Sometimes when we sit to meditate, the pain in our backs or legs becomes unbearable.
Sometimes a fly boldly lands on our noses. Sometimes our thoughts mercilessly bombard our minds. When we shift a little to ease the pain, it comes back later with a vengeance. When we swat the fly away, it angrily buzzes around a little before landing again. When we try to stop our thought processes, we soon find ourselves in mental turmoil.
There’s only one remedy at this point: To understand how these undesirable situations are borne from our attention, how they wouldn’t have a branch to cling to if we didn’t direct our attention toward them, and how not worrying about them will make us resistant to them.
This suggestion generally sounds impossible to my pupils. For example, his leg hurts so much that he feels it’s about to fall off, the fly on his nose keeps annoying him, and his thoughts are continually plaguing him and taking him to the brink of madness. So, what does my suggestion have to do with these “real” problems?

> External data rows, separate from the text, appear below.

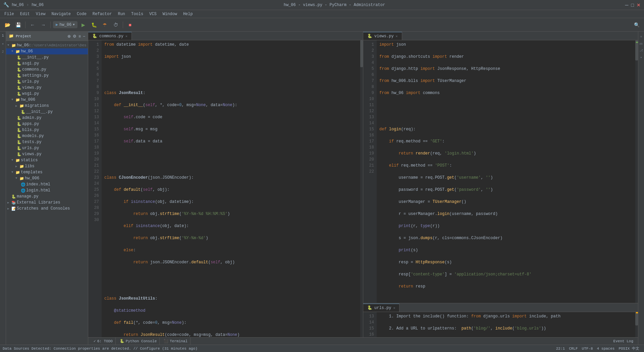 The image size is (644, 352). I want to click on tree-item-commons: 🐍 commons.py, so click(47, 70).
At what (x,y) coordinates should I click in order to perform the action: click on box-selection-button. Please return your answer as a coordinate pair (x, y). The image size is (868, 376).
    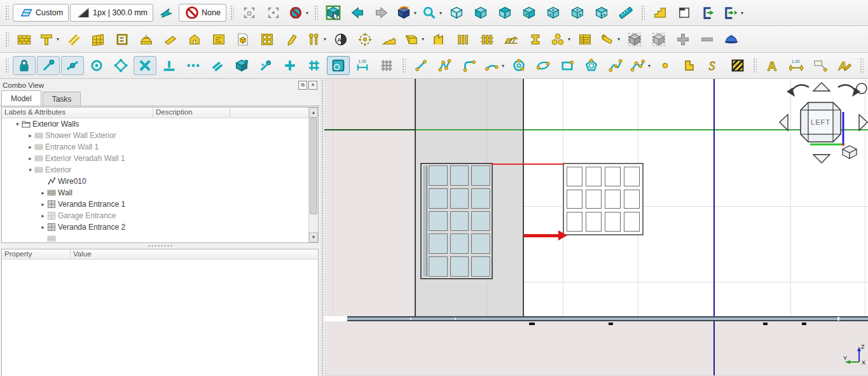
    Looking at the image, I should click on (273, 13).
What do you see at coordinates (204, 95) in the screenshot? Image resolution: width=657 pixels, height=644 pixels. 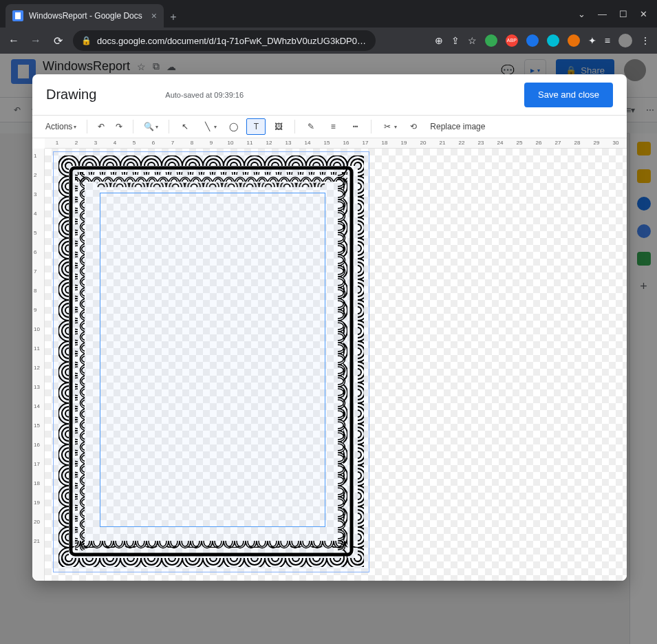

When they’ve tried out everything they can think of, when they realize there’s nothing left to do, they think, “It doesn’t sound plausible at all, but there’s nothing left to do other than try master Cem’s suggestion.” Something strange then happens. The leg pains suddenly dissipate. The fly finds some other object to land upon, and their thoughts become as silent as a still lake. It’s just like how children stop making a fuss when they realize no one is paying attention to them.
At this point, they can finally set off toward deeper levels of the mind and see what they really are.